Unit 05 · The Sun & the Stars
Our Sun is the one star we can study up close, and it opens the door to all the others. This unit works from the Sun's layered structure and the hydrogen fusion that powers it out to the properties that define any star — luminosity, temperature, color, and mass — and organizes them on the H–R diagram, where a star's position reveals its stage. You'll trace how stars live and die by their mass, from the main sequence to giants and on to white dwarfs, neutron stars, or black holes, and learn how astronomers measure the distances with parallax and Cepheid variables — Henrietta Leavitt's period–luminosity law. Mastery includes one strict safety rule: you observe sunspots only by projection, never looking at the Sun directly.
| Criterion | Not yet | Approaching | Mastered |
|---|---|---|---|
| The Sun's structure & fusion | Thinks the Sun burns like an ordinary fire. | Says fusion but cannot locate it or name the Sun's layers. | Describes the Sun's layers and explains its energy as hydrogen fusion in the core. |
| Stellar properties | Assumes all stars are essentially alike. | Names a property or two but cannot read color as temperature. | Relates luminosity, temperature, color, and mass, reading a star's color as a clue to its temperature. |
| The H–R diagram | Cannot read the diagram. | Locates the main sequence but not the giants or dwarfs. | Places stars on an H–R diagram and reads each one's stage from its position. |
| Stellar life cycles by mass | Thinks every star ends the same way. | Names one endpoint but not the mass that decides it. | Traces life cycles by mass — main sequence to giant to white dwarf, neutron star, or black hole. |
| Distance & safe solar observation | Has no distance method and would look at the Sun directly. | Names parallax but not Cepheids, and observes sunspots carelessly. | Measures distance by parallax and Cepheid variables (Leavitt's period–luminosity law) and observes sunspots safely by projection — never directly — logging them across weeks. |
| Integration (cross-domain) | Treats the science as isolated facts; makes no cross-domain connection. | Names a link to history, reading, or writing but cannot defend why it matters. | Connects the unit to its anchor across History · Reading · Writing (plus chosen electives) and defends why the connection matters. |
“The Sun shines by fusing hydrogen in its core, not by burning. A star’s color tells me its temperature, and where it sits on the H–R diagram tells me its stage. Massive stars die as neutron stars or black holes; the Sun will end as a white dwarf. I found a star’s distance from a Cepheid’s period — and I only ever watch sunspots by projection, never straight at the Sun.”

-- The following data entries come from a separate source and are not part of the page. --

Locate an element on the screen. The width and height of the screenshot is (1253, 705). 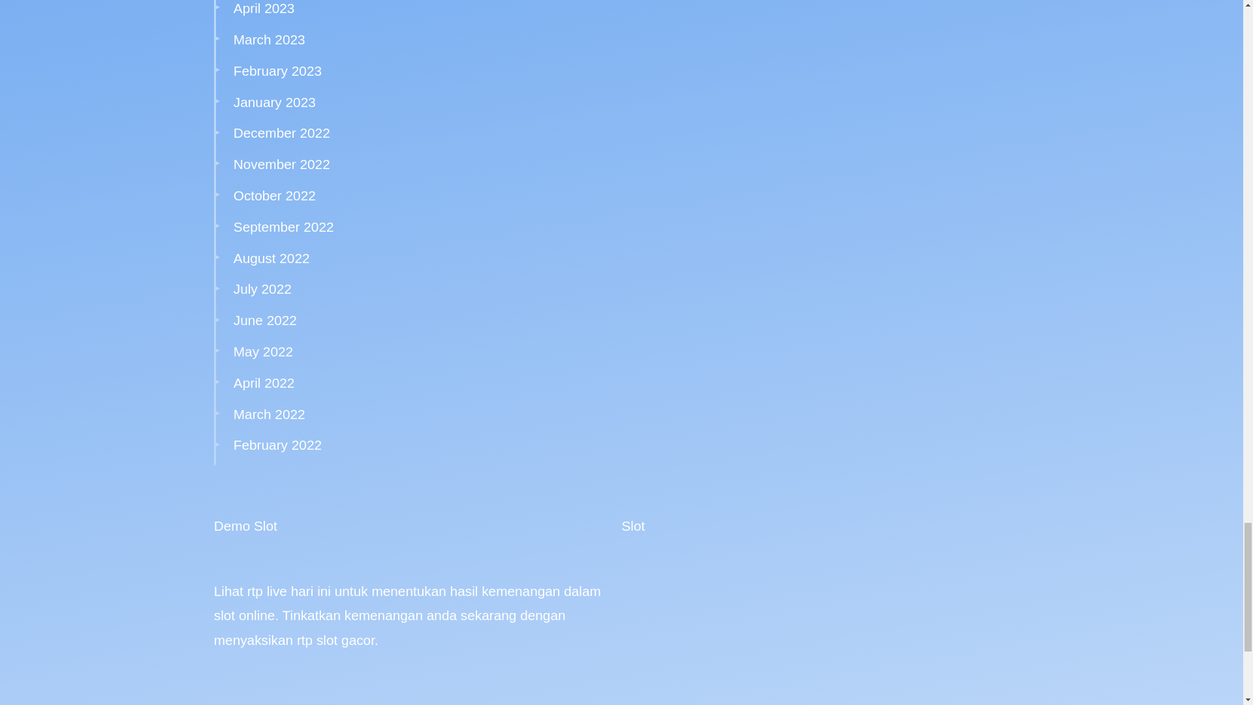
April 2023 is located at coordinates (264, 8).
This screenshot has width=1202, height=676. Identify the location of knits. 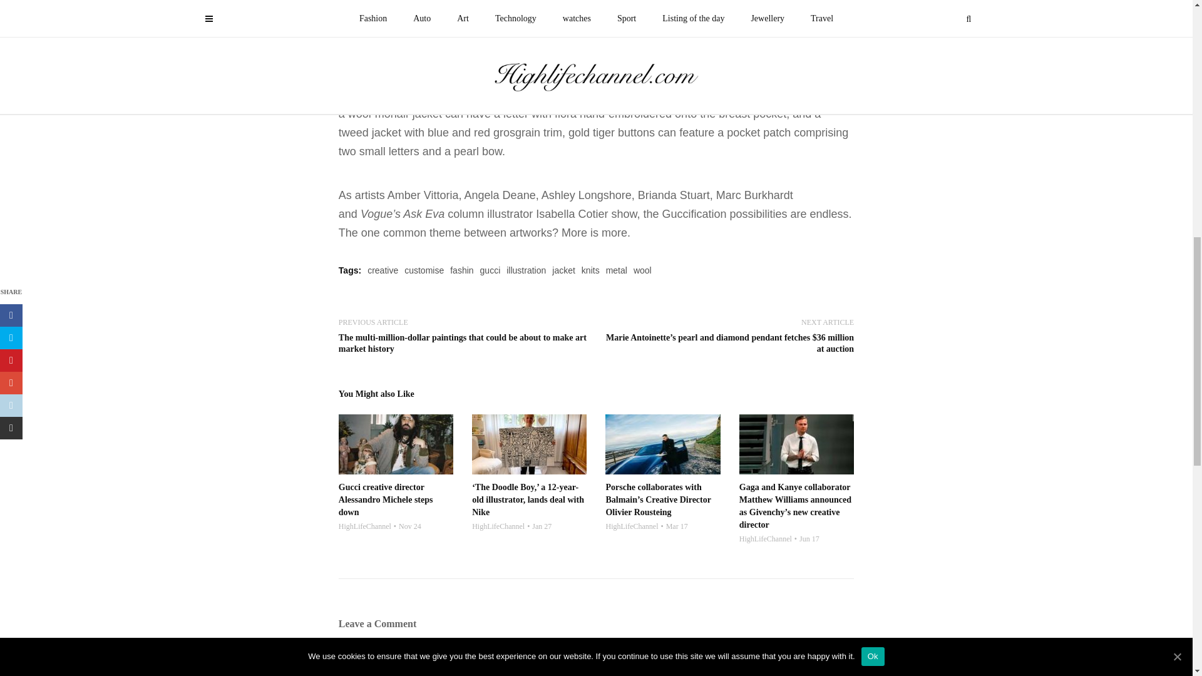
(591, 270).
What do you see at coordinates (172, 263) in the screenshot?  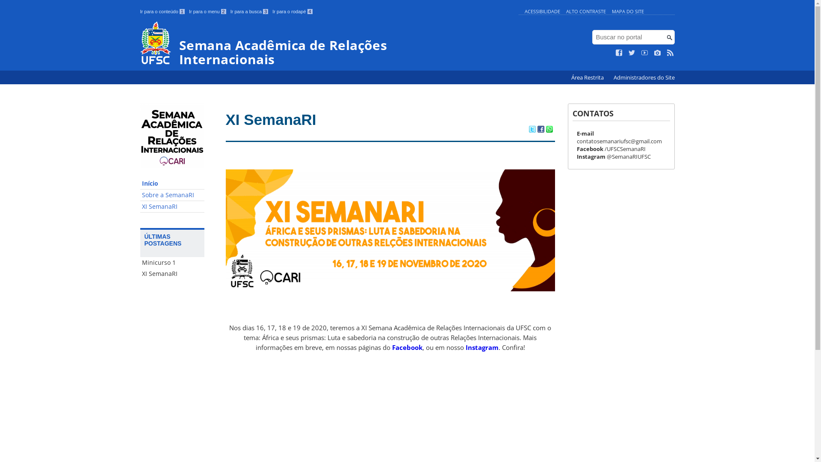 I see `Minicurso 1` at bounding box center [172, 263].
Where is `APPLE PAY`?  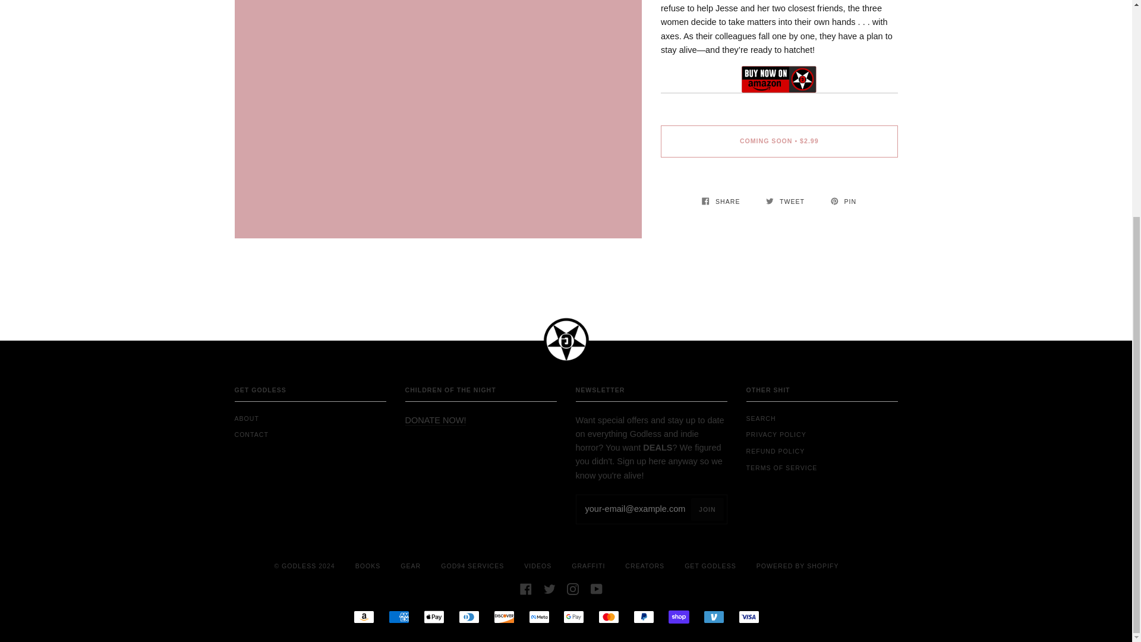
APPLE PAY is located at coordinates (434, 617).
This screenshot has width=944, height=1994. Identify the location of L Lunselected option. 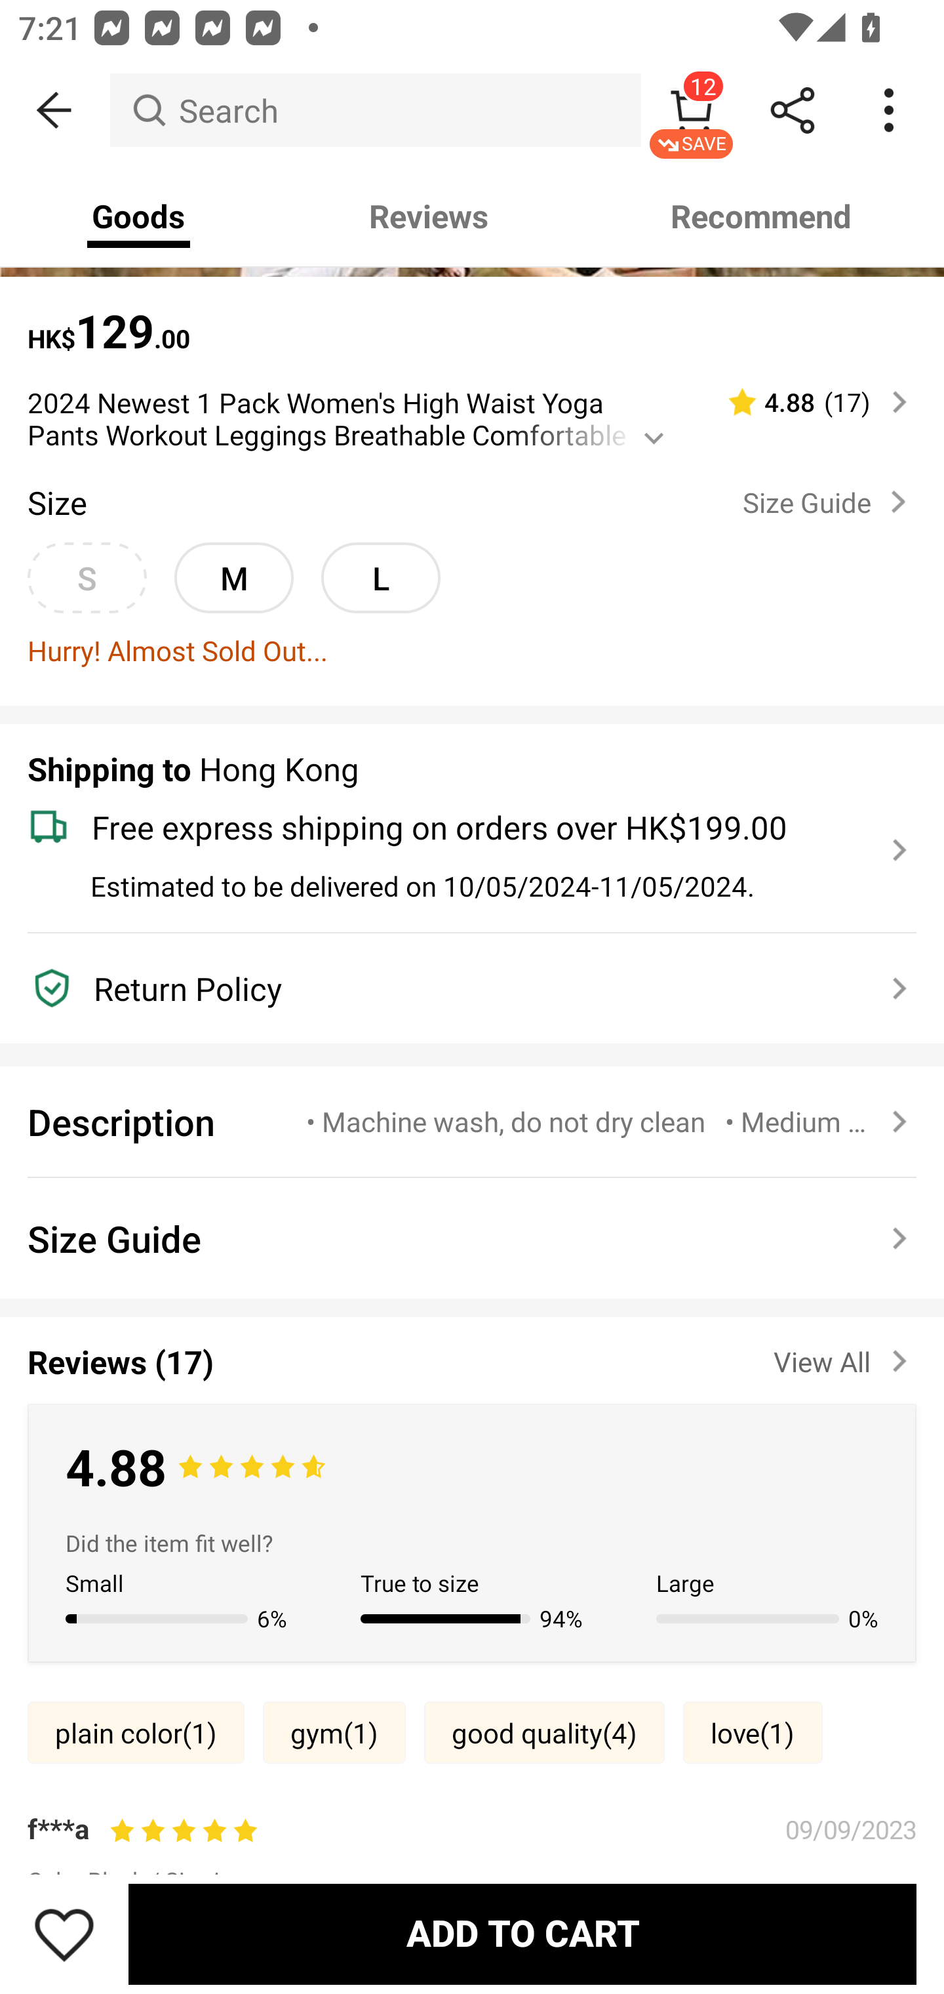
(380, 578).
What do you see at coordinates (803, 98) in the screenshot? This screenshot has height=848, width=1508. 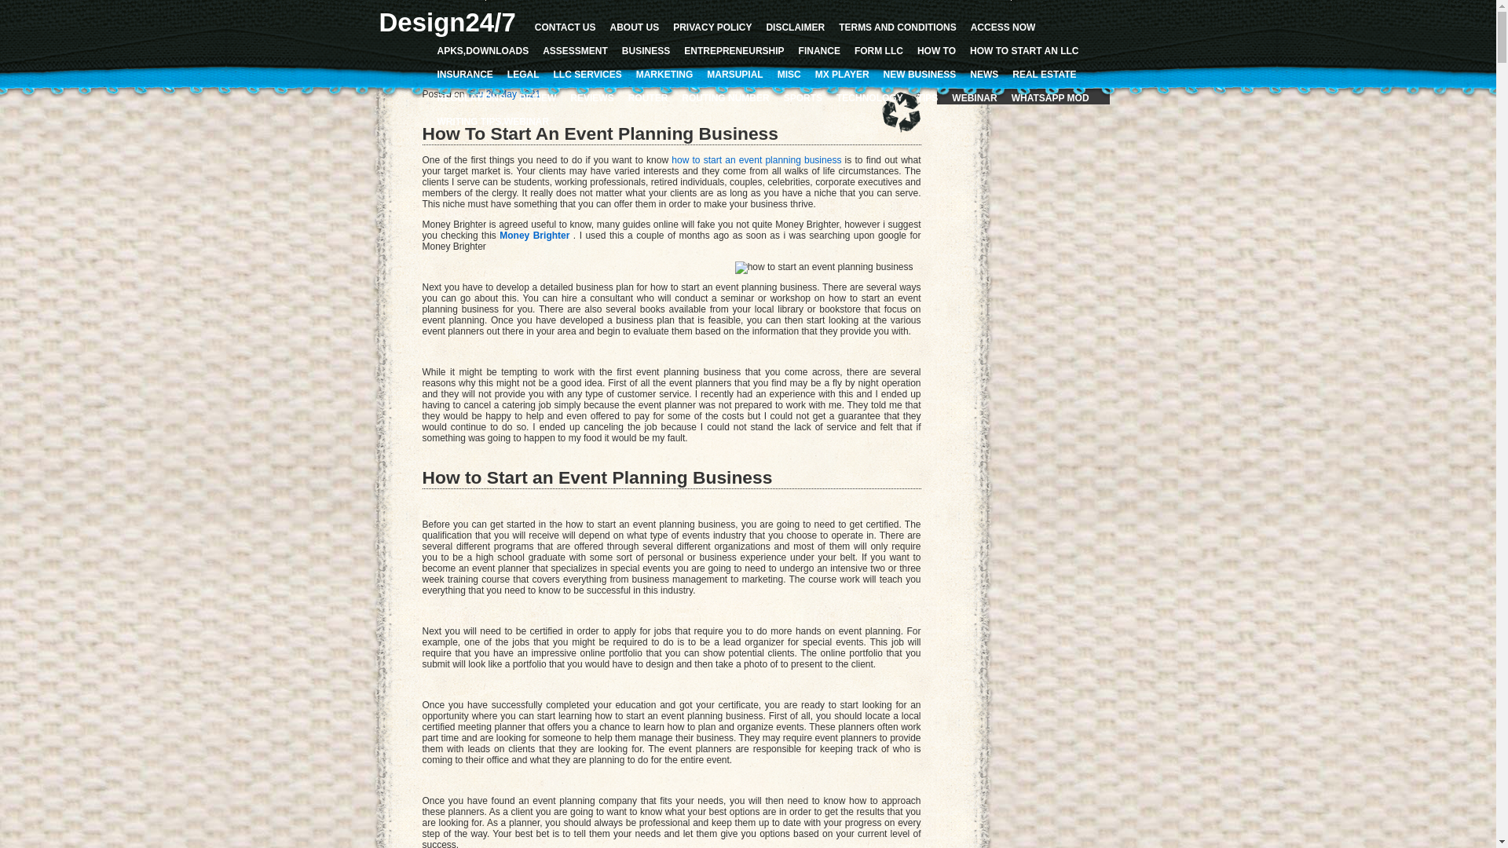 I see `SPORTS` at bounding box center [803, 98].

“Stars are just balls of fire, and bigger ones are hotter, maybe? The Sun will explode someday. I’m not sure how you’d measure how far away a star is.”
You demonstrate this unit by placing stars on an H–R diagram, reasoning through stellar life cycles, and observing sunspots safely by projection in your dated journal — never looking at the Sun directly, and never on a multiple-choice test. A criterion counts as mastered only when you can both read a star's stage from evidence and observe the Sun safely. Mastery is demonstrated, not awarded.
A 5-page clipboard packet — unit overview, key terms, the mastery rubric, anchor examples, and a score sheet you can print and grade against.